My grandmother claims to have seen a nagual in the Sierra Norte of Oaxaca, and her certainty guides this project. From her account, I returned to the village to accompany her in this search, to listen to other voices, and to follow the traces of a presence that blends into the landscape.
The nagual is an ambiguous figure within the Mesoamerican imagination. For many communities, certain people are born accompanied by a spiritual double capable of manifesting as an animal or as a natural phenomenon. It is not understood merely as a power of transformation, but as a presence that connects the individual to the natural, the human, and the divine. With colonization, this relationship was reinterpreted through a Christian lens and labeled as witchcraft, loading the nagual with fear, suspicion, and silence.
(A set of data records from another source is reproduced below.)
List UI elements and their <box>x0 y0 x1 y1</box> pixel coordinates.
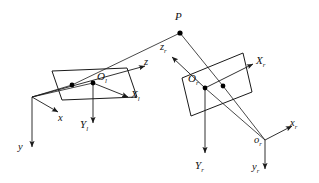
projection-rays <box>32 33 265 140</box>
right-camera-x-axis-line <box>265 126 292 140</box>
right-camera-y-axis-label: yr <box>252 162 259 175</box>
right-projected-point-marker <box>221 84 226 89</box>
left-principal-point-marker <box>91 81 96 86</box>
ray-right-camera-origin-to-left-plane <box>223 86 265 140</box>
world-coordinate-axes <box>32 66 145 147</box>
ray-right-camera-origin-to-right-principal-point <box>205 88 265 140</box>
right-image-axes <box>172 57 253 153</box>
left-image-x-axis-label: Xl <box>131 89 140 103</box>
right-image-y-axis-label: Yr <box>195 160 204 174</box>
right-image-origin-label: Or <box>188 73 199 87</box>
ray-scene-point-to-right-plane <box>180 33 223 86</box>
right-image-x-axis-line <box>205 64 253 88</box>
right-image-x-axis-label: Xr <box>256 55 265 69</box>
stereo-geometry-figure: P Ol Xl Yl x y z Or Xr Yr zr or xr yr <box>0 0 319 183</box>
world-z-axis-label: z <box>144 57 148 70</box>
diagram-canvas <box>0 0 319 183</box>
left-projected-point-marker <box>70 83 75 88</box>
world-z-axis-line <box>32 66 145 97</box>
right-camera-x-axis-label: xr <box>290 118 297 131</box>
right-principal-point-marker <box>203 86 208 91</box>
right-camera-axes <box>265 126 292 169</box>
scene-point-marker <box>177 30 182 35</box>
world-y-axis-label: y <box>18 142 23 155</box>
right-camera-origin-label: or <box>254 135 262 148</box>
left-image-x-axis-line <box>93 83 128 97</box>
scene-point-label: P <box>175 11 182 25</box>
left-image-y-axis-label: Yl <box>80 119 88 133</box>
world-x-axis-label: x <box>58 113 63 126</box>
left-image-axes <box>93 83 128 123</box>
right-camera-z-axis-label: zr <box>160 42 167 55</box>
left-image-origin-label: Ol <box>97 71 107 85</box>
world-x-axis-line <box>32 97 58 112</box>
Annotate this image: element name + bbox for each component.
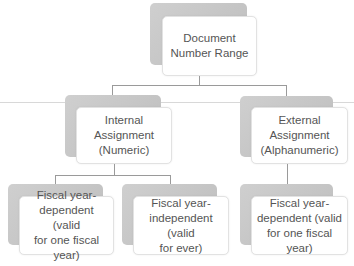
connector [112,85,287,86]
external-assignment-node: External Assignment (Alphanumeric) [251,107,348,164]
external-line-2: Assignment [261,128,339,143]
fy-dependent-internal-node: Fiscal year- dependent (valid for one fi… [19,196,114,255]
connector [55,175,56,184]
connector [55,175,171,176]
connector [287,164,288,184]
node-line-3: for ever) [138,241,224,256]
node-line-2: independent (valid [138,211,224,241]
connector [199,76,200,85]
node-line-2: dependent (valid [24,203,109,233]
connector [170,175,171,184]
internal-line-3: (Numeric) [94,143,154,158]
internal-line-1: Internal [94,113,154,128]
root-line-1: Document [171,31,249,46]
connector [286,85,287,96]
node-line-3: for one fiscal year) [256,226,343,256]
node-line-3: for one fiscal year) [24,233,109,263]
root-node: Document Number Range [162,16,257,76]
fy-independent-internal-node: Fiscal year- independent (valid for ever… [133,196,229,255]
external-line-3: (Alphanumeric) [261,143,339,158]
connector [114,164,115,175]
node-line-2: dependent (valid [256,211,343,226]
fy-dependent-external-node: Fiscal year- dependent (valid for one fi… [251,196,348,255]
node-line-1: Fiscal year- [138,196,224,211]
external-line-1: External [261,113,339,128]
internal-line-2: Assignment [94,128,154,143]
node-line-1: Fiscal year- [256,196,343,211]
node-line-1: Fiscal year- [24,188,109,203]
internal-assignment-node: Internal Assignment (Numeric) [76,107,172,164]
root-line-2: Number Range [171,46,249,61]
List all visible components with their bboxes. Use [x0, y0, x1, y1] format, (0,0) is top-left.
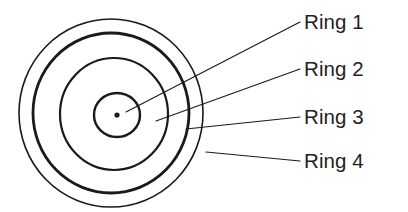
- ring-4-label: Ring 4: [304, 151, 364, 172]
- ring-3-label: Ring 3: [304, 107, 364, 128]
- ring-2-label: Ring 2: [304, 59, 364, 80]
- ring-4-circle[interactable]: [19, 19, 203, 207]
- ring-1-label: Ring 1: [304, 12, 364, 33]
- leader-line-ring-2: [156, 69, 300, 121]
- ring-diagram: Ring 1 Ring 2 Ring 3 Ring 4: [0, 0, 408, 212]
- leader-line-ring-4: [206, 152, 300, 161]
- ring-2-circle[interactable]: [60, 58, 168, 170]
- center-dot: [114, 112, 119, 117]
- leader-line-ring-1: [126, 22, 300, 112]
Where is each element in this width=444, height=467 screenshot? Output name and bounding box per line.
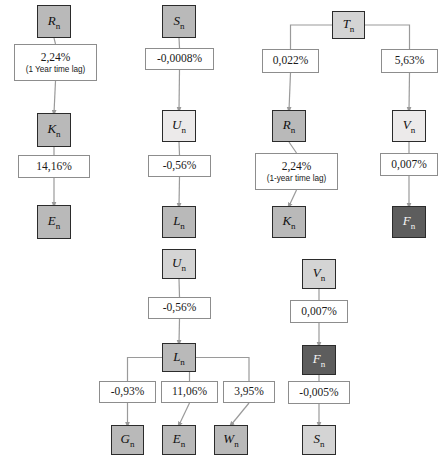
edge-label-l1[interactable]: 2,24%(1 Year time lag): [14, 44, 97, 81]
edge-label-l4[interactable]: -0,56%: [148, 155, 211, 177]
node-label: En: [48, 213, 60, 231]
edge-label-note: (1-year time lag): [267, 174, 327, 183]
node-k-c1n2[interactable]: Kn: [37, 113, 71, 147]
node-e-c2n7[interactable]: En: [162, 425, 196, 455]
edge-c2n2-to-l4: [179, 142, 180, 155]
node-subscript: n: [411, 125, 416, 135]
node-l-c2n5[interactable]: Ln: [162, 343, 196, 372]
edge-label-value: 0,007%: [301, 305, 336, 318]
edge-label-l10[interactable]: 5,63%: [381, 49, 438, 73]
edge-label-value: 3,95%: [234, 385, 264, 398]
edge-l7-to-c2n7: [179, 403, 190, 425]
edge-l11-to-c3n4: [289, 190, 297, 206]
node-u-c2n2[interactable]: Un: [162, 110, 196, 142]
node-subscript: n: [181, 263, 186, 273]
node-v-c3n3[interactable]: Vn: [392, 110, 426, 142]
node-subscript: n: [321, 359, 326, 369]
node-label: Un: [172, 255, 186, 273]
edge-l4-to-c2n3: [179, 177, 180, 206]
node-label: Wn: [223, 431, 238, 449]
node-subscript: n: [180, 356, 185, 366]
node-subscript: n: [180, 20, 185, 30]
node-v-c3n6[interactable]: Vn: [302, 259, 336, 289]
node-subscript: n: [411, 221, 416, 231]
edge-l3-to-c2n2: [179, 70, 180, 110]
node-f-c3n5[interactable]: Fn: [392, 206, 426, 238]
node-u-c2n4[interactable]: Un: [162, 249, 196, 279]
edge-label-l2[interactable]: 14,16%: [18, 155, 90, 178]
node-label: Rn: [48, 13, 60, 31]
edge-l5-to-c2n5: [179, 319, 180, 343]
node-label: Vn: [313, 265, 325, 283]
node-subscript: n: [130, 439, 135, 449]
node-f-c3n7[interactable]: Fn: [302, 345, 336, 375]
node-subscript: n: [320, 439, 325, 449]
edge-label-l12[interactable]: 0,007%: [380, 153, 438, 176]
edge-label-value: 2,24%: [282, 160, 312, 173]
edge-label-value: 14,16%: [36, 160, 71, 173]
edge-label-l6[interactable]: -0,93%: [99, 381, 156, 403]
node-label: En: [173, 431, 185, 449]
node-label: Tn: [343, 16, 355, 34]
edge-l8-to-c2n8: [231, 403, 249, 425]
node-subscript: n: [56, 221, 61, 231]
node-subscript: n: [181, 125, 186, 135]
edge-c2n4-to-l5: [179, 279, 180, 297]
node-w-c2n8[interactable]: Wn: [214, 425, 248, 455]
node-label: Sn: [174, 13, 185, 31]
node-subscript: n: [291, 125, 296, 135]
node-label: Sn: [314, 431, 325, 449]
edge-label-value: -0,56%: [163, 301, 197, 314]
node-subscript: n: [291, 221, 296, 231]
node-label: Kn: [282, 213, 295, 231]
node-subscript: n: [180, 221, 185, 231]
edge-label-l13[interactable]: 0,007%: [290, 300, 348, 323]
node-subscript: n: [350, 24, 355, 34]
edge-label-value: -0,0008%: [157, 52, 202, 65]
node-label: Rn: [283, 117, 295, 135]
edge-label-value: -0,56%: [163, 159, 197, 172]
node-subscript: n: [56, 20, 61, 30]
node-k-c3n4[interactable]: Kn: [272, 206, 306, 238]
edge-l9-to-c3n2: [289, 73, 291, 110]
node-t-c3n1[interactable]: Tn: [332, 11, 365, 39]
edge-l1-to-c1n2: [54, 81, 56, 113]
node-l-c2n3[interactable]: Ln: [162, 206, 196, 238]
edge-c2n1-to-l3: [179, 38, 180, 48]
edge-label-value: 11,06%: [172, 385, 207, 398]
edge-label-value: 0,007%: [391, 158, 426, 171]
node-label: Ln: [173, 349, 185, 367]
node-label: Fn: [403, 213, 415, 231]
node-subscript: n: [56, 129, 61, 139]
node-label: Kn: [47, 121, 60, 139]
edge-label-l3[interactable]: -0,0008%: [145, 48, 214, 70]
node-label: Un: [172, 117, 186, 135]
edge-label-value: -0,93%: [111, 385, 145, 398]
edge-label-value: 2,24%: [41, 51, 71, 64]
edge-label-value: -0,005%: [299, 386, 338, 399]
node-label: Ln: [173, 213, 185, 231]
edge-l10-to-c3n3: [409, 73, 410, 110]
node-r-c3n2[interactable]: Rn: [272, 110, 306, 142]
edge-label-l5[interactable]: -0,56%: [148, 297, 211, 319]
edge-label-l8[interactable]: 3,95%: [223, 381, 275, 403]
node-r-c1n1[interactable]: Rn: [37, 5, 71, 38]
node-subscript: n: [321, 273, 326, 283]
node-label: Gn: [121, 431, 135, 449]
node-subscript: n: [234, 439, 239, 449]
edge-label-note: (1 Year time lag): [26, 65, 86, 74]
flow-diagram-canvas: RnKnEnSnUnLnUnLnGnEnWnTnRnVnKnFnVnFnSn2,…: [0, 0, 444, 467]
edge-label-value: 0,022%: [273, 54, 308, 67]
node-e-c1n3[interactable]: En: [37, 205, 71, 239]
node-subscript: n: [181, 439, 186, 449]
node-g-c2n6[interactable]: Gn: [111, 425, 144, 455]
node-label: Vn: [403, 117, 415, 135]
edge-label-l9[interactable]: 0,022%: [262, 49, 319, 73]
node-label: Fn: [313, 351, 325, 369]
node-s-c3n8[interactable]: Sn: [302, 425, 336, 455]
edge-label-value: 5,63%: [395, 54, 425, 67]
node-s-c2n1[interactable]: Sn: [162, 5, 196, 38]
edge-label-l14[interactable]: -0,005%: [288, 381, 350, 404]
edge-label-l11[interactable]: 2,24%(1-year time lag): [255, 153, 338, 190]
edge-label-l7[interactable]: 11,06%: [161, 381, 218, 403]
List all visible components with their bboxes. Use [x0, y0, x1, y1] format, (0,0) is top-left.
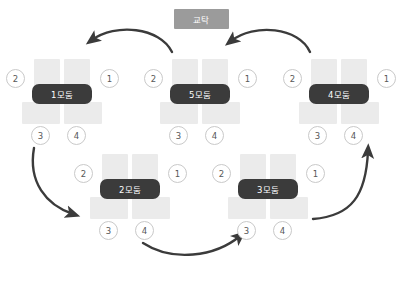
seat-3[interactable]: 3	[99, 221, 118, 240]
arrow-4-to-5	[231, 30, 310, 52]
seat-2[interactable]: 2	[144, 69, 163, 88]
desk-bottom-right	[341, 102, 379, 124]
group-cluster-1[interactable]: 2 1 3 4 1모둠	[4, 57, 122, 149]
seat-2[interactable]: 2	[283, 69, 302, 88]
seat-1[interactable]: 1	[100, 69, 119, 88]
seat-4[interactable]: 4	[205, 126, 224, 145]
desk-bottom-left	[299, 102, 337, 124]
desk-bottom-left	[22, 102, 60, 124]
arrow-5-to-1	[92, 30, 172, 52]
seat-4[interactable]: 4	[344, 126, 363, 145]
desk-bottom-left	[160, 102, 198, 124]
arrow-1-to-2	[33, 148, 73, 214]
group-label-1: 1모둠	[32, 84, 92, 104]
group-label-2: 2모둠	[100, 179, 160, 199]
group-cluster-4[interactable]: 2 1 3 4 4모둠	[281, 57, 399, 149]
group-label-3: 3모둠	[238, 179, 298, 199]
group-label-4: 4모둠	[309, 84, 369, 104]
seat-2[interactable]: 2	[6, 69, 25, 88]
seat-3[interactable]: 3	[169, 126, 188, 145]
seat-3[interactable]: 3	[237, 221, 256, 240]
seat-1[interactable]: 1	[168, 164, 187, 183]
group-cluster-5[interactable]: 2 1 3 4 5모둠	[142, 57, 260, 149]
desk-bottom-left	[90, 197, 128, 219]
seating-rotation-diagram: 교탁 2 1 3 4 1모둠 2 1	[0, 0, 403, 281]
seat-4[interactable]: 4	[67, 126, 86, 145]
seat-2[interactable]: 2	[212, 164, 231, 183]
seat-1[interactable]: 1	[238, 69, 257, 88]
seat-2[interactable]: 2	[74, 164, 93, 183]
desk-bottom-right	[132, 197, 170, 219]
desk-bottom-right	[270, 197, 308, 219]
seat-3[interactable]: 3	[308, 126, 327, 145]
podium-label: 교탁	[193, 13, 210, 25]
group-cluster-2[interactable]: 2 1 3 4 2모둠	[72, 152, 190, 244]
seat-1[interactable]: 1	[306, 164, 325, 183]
group-label-5: 5모둠	[170, 84, 230, 104]
seat-3[interactable]: 3	[31, 126, 50, 145]
seat-4[interactable]: 4	[135, 221, 154, 240]
desk-bottom-left	[228, 197, 266, 219]
seat-4[interactable]: 4	[273, 221, 292, 240]
group-cluster-3[interactable]: 2 1 3 4 3모둠	[210, 152, 328, 244]
desk-bottom-right	[202, 102, 240, 124]
seat-1[interactable]: 1	[377, 69, 396, 88]
podium-box: 교탁	[174, 9, 229, 29]
desk-bottom-right	[64, 102, 102, 124]
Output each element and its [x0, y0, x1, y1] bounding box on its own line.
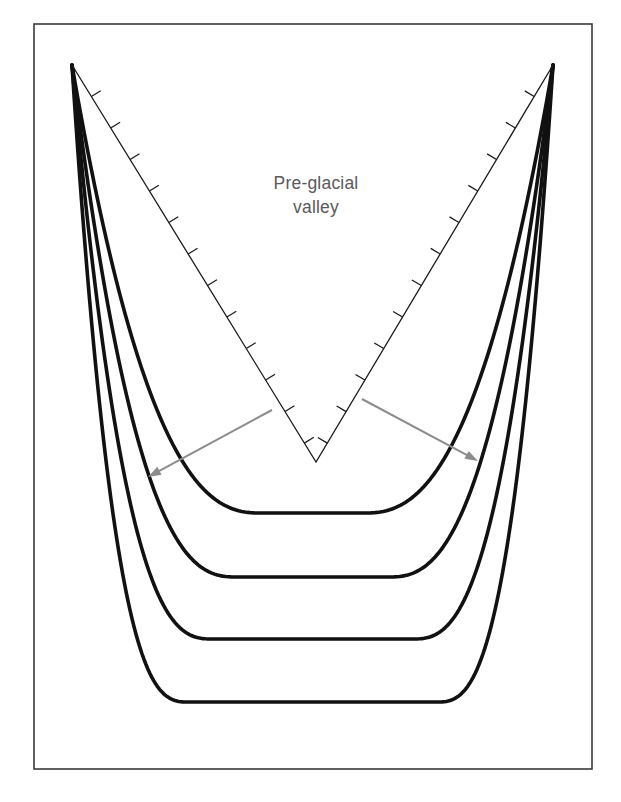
glacial-valley-diagram: Pre-glacial valley: [0, 0, 621, 802]
valley-label-line1: Pre-glacial: [274, 173, 359, 193]
figure-root: Pre-glacial valley: [0, 0, 621, 802]
figure-background: [0, 0, 621, 802]
valley-label-line2: valley: [293, 197, 339, 217]
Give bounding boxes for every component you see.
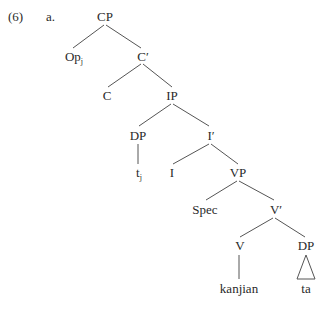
edge-vbar-v <box>240 218 273 237</box>
edge-cp-cbar <box>106 25 141 48</box>
node-trace: tj <box>136 166 142 180</box>
edge-cp-op <box>73 25 104 48</box>
edge-vbar-dp <box>275 218 305 237</box>
node-dp-subject: DP <box>130 129 147 143</box>
node-c-bar: C′ <box>137 50 149 64</box>
example-number: (6) <box>8 10 23 24</box>
node-op-text: Op <box>65 49 81 64</box>
edge-cbar-c <box>108 64 141 87</box>
node-ip: IP <box>166 89 178 103</box>
edge-ip-dp <box>139 104 171 126</box>
node-trace-index: j <box>140 173 142 182</box>
dp-triangle <box>297 255 315 279</box>
tree-edges <box>0 0 331 309</box>
node-op: Opj <box>65 50 83 64</box>
node-i-bar: I′ <box>207 129 214 143</box>
node-cp: CP <box>97 10 113 24</box>
edge-vp-vbar <box>239 181 274 200</box>
node-v-bar: V′ <box>270 203 282 217</box>
node-spec: Spec <box>192 203 217 217</box>
node-i: I <box>170 166 174 180</box>
leaf-ta: ta <box>301 282 310 296</box>
leaf-kanjian: kanjian <box>220 282 258 296</box>
edge-ibar-i <box>173 144 209 164</box>
node-op-index: j <box>81 57 83 66</box>
node-c: C <box>103 89 112 103</box>
edge-ip-ibar <box>173 104 209 126</box>
edge-ibar-vp <box>211 144 238 164</box>
example-letter: a. <box>46 10 55 24</box>
node-v: V <box>235 239 244 253</box>
edge-vp-spec <box>206 181 237 200</box>
edge-cbar-ip <box>143 64 172 87</box>
node-dp-object: DP <box>298 239 315 253</box>
node-vp: VP <box>230 166 247 180</box>
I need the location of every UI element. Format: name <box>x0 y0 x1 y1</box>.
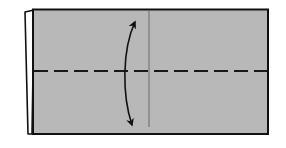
origami-diagram <box>0 0 286 148</box>
paper-sheet <box>33 10 268 135</box>
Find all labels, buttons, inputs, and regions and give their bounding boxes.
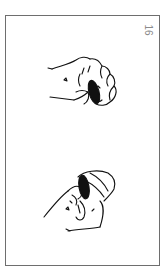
hand-with-coin-icon [42, 165, 124, 237]
page-number: 16 [142, 21, 154, 39]
hand-with-coin-icon [44, 52, 124, 112]
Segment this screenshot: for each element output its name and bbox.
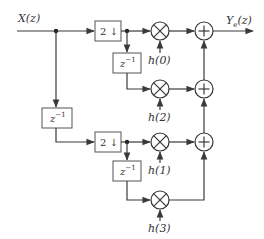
decimator-top-label: 2 ↓ bbox=[100, 26, 118, 37]
multiplier-h0 bbox=[151, 22, 169, 40]
delay-block-bottom: z−1 bbox=[113, 161, 141, 181]
multiplier-h3 bbox=[151, 191, 169, 209]
coef-h3-label: h(3) bbox=[148, 222, 171, 235]
adder-top bbox=[195, 22, 213, 40]
wire-to-m3 bbox=[127, 181, 150, 200]
output-label: Ye(z) bbox=[226, 14, 252, 29]
delayed-input-wire bbox=[56, 128, 94, 142]
adder-bottom bbox=[195, 133, 213, 151]
coef-h0-label: h(0) bbox=[148, 54, 171, 67]
delay-block-top: z−1 bbox=[113, 53, 141, 73]
coef-h1-label: h(1) bbox=[148, 164, 171, 177]
wire-m3-to-a2 bbox=[169, 152, 204, 200]
decimator-bottom: 2 ↓ bbox=[95, 132, 121, 152]
multiplier-h1 bbox=[151, 133, 169, 151]
polyphase-filter-diagram: X(z) z−1 2 ↓ z−1 2 ↓ z−1 h(0) bbox=[0, 0, 264, 239]
multiplier-h2 bbox=[151, 80, 169, 98]
input-label: X(z) bbox=[17, 12, 40, 25]
adder-middle bbox=[195, 80, 213, 98]
decimator-bottom-label: 2 ↓ bbox=[100, 137, 118, 148]
decimator-top: 2 ↓ bbox=[95, 21, 121, 41]
wire-to-m2 bbox=[127, 73, 150, 89]
delay-block-input: z−1 bbox=[42, 108, 72, 128]
coef-h2-label: h(2) bbox=[148, 111, 171, 124]
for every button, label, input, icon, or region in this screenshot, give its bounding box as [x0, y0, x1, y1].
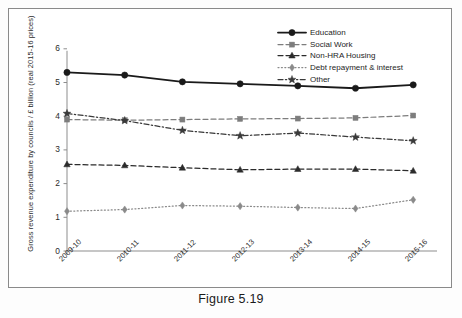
- legend-label: Education: [310, 27, 346, 38]
- legend-item-non-hra-housing: Non-HRA Housing: [277, 50, 403, 62]
- legend-marker-diamond-icon: [277, 62, 307, 73]
- series-debt-repayment-interest: [65, 196, 416, 215]
- chart-legend: EducationSocial WorkNon-HRA HousingDebt …: [277, 27, 403, 85]
- y-tick-label: 6: [46, 43, 60, 53]
- legend-label: Non-HRA Housing: [310, 50, 375, 61]
- legend-item-debt-repayment-interest: Debt repayment & interest: [277, 62, 403, 74]
- y-tick-label: 1: [46, 212, 60, 222]
- legend-label: Debt repayment & interest: [310, 62, 403, 73]
- series-non-hra-housing: [64, 161, 417, 173]
- y-tick-label: 2: [46, 178, 60, 188]
- figure-caption: Figure 5.19: [0, 292, 462, 306]
- legend-item-other: Other: [277, 73, 403, 85]
- legend-item-social-work: Social Work: [277, 39, 403, 51]
- legend-marker-square-icon: [277, 39, 307, 50]
- figure-page: Gross revenue expenditure by councils / …: [0, 0, 462, 318]
- chart-plot-area: Gross revenue expenditure by councils / …: [9, 9, 453, 289]
- y-tick-label: 5: [46, 77, 60, 87]
- y-tick-label: 4: [46, 111, 60, 121]
- series-social-work: [65, 113, 416, 123]
- series-other: [63, 109, 417, 144]
- legend-marker-circle-icon: [277, 27, 307, 38]
- legend-label: Other: [310, 74, 330, 85]
- y-tick-label: 0: [46, 246, 60, 256]
- legend-marker-triangle-icon: [277, 50, 307, 61]
- legend-marker-star-icon: [277, 74, 307, 85]
- legend-label: Social Work: [310, 39, 353, 50]
- legend-item-education: Education: [277, 27, 403, 39]
- figure-frame: Gross revenue expenditure by councils / …: [8, 8, 452, 288]
- y-tick-label: 3: [46, 144, 60, 154]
In Oaxaca, this presence remains alive. It is not perceived as a distant myth, but as something that inhabits the territory and appears through scattered signs: an animal approaching without reason, a lightning bolt cutting through the night, a voice crossing the forest, or the gaze of someone who swears they have seen it. The nagual embodies both protection and danger, companionship and threat—an ambiguous force that mingles with clouds and trees.
I do not seek to explain it or to represent it fully, but rather to acknowledge its existence within memory, spoken word, and nature. This project is, at once, an investigation and an act of trust in what persists—unseen—among the living.